▶ _Extracted records_
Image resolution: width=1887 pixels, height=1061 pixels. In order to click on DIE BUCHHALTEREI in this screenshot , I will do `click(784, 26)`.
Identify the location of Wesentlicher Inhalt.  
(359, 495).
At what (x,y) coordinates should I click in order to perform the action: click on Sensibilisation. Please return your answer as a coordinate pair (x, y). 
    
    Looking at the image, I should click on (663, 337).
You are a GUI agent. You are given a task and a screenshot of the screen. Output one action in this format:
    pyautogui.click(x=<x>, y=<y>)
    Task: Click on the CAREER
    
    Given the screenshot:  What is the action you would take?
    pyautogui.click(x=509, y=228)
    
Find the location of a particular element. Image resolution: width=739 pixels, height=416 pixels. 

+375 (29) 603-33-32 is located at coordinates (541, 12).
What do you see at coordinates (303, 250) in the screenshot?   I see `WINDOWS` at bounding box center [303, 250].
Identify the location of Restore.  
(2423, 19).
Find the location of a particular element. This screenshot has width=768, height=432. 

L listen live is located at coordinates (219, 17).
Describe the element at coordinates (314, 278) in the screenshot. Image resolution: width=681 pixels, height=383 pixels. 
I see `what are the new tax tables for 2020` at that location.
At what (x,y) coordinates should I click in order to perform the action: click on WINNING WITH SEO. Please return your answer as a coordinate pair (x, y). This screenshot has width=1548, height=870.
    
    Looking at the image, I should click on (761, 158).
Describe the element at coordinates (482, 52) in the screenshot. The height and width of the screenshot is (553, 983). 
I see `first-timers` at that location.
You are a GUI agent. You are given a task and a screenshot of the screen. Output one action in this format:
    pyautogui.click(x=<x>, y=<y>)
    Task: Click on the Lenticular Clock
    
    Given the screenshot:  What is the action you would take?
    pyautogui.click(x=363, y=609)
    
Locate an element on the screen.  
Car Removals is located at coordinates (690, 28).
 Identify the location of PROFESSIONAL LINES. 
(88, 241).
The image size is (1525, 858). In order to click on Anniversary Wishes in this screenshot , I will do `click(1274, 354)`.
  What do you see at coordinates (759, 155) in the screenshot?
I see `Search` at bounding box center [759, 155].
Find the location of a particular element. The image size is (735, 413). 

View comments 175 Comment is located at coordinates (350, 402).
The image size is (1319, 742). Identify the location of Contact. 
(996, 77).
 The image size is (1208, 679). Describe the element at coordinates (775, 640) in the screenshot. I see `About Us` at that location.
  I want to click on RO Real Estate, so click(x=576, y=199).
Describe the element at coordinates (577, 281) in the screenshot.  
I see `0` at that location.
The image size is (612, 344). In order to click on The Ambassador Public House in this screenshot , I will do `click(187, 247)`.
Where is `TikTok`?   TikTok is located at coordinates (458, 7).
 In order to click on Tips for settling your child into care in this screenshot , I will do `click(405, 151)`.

▶ _Task instructions_
Everything from the line holding "Locate an element on the screen." through the final line of the material must be given again exactly, and nothing outside that stretch.

▶ _Task solution_
Locate an element on the screen.  
Car Removals is located at coordinates (690, 28).
 Identify the location of PROFESSIONAL LINES. 
(88, 241).
The image size is (1525, 858). In order to click on Anniversary Wishes in this screenshot , I will do `click(1274, 354)`.
  What do you see at coordinates (759, 155) in the screenshot?
I see `Search` at bounding box center [759, 155].
Find the location of a particular element. The image size is (735, 413). 

View comments 175 Comment is located at coordinates (350, 402).
The image size is (1319, 742). Identify the location of Contact. 
(996, 77).
 The image size is (1208, 679). Describe the element at coordinates (775, 640) in the screenshot. I see `About Us` at that location.
  I want to click on RO Real Estate, so click(x=576, y=199).
Describe the element at coordinates (577, 281) in the screenshot.  
I see `0` at that location.
The image size is (612, 344). In order to click on The Ambassador Public House in this screenshot , I will do `click(187, 247)`.
Where is `TikTok`?   TikTok is located at coordinates (458, 7).
 In order to click on Tips for settling your child into care in this screenshot , I will do `click(405, 151)`.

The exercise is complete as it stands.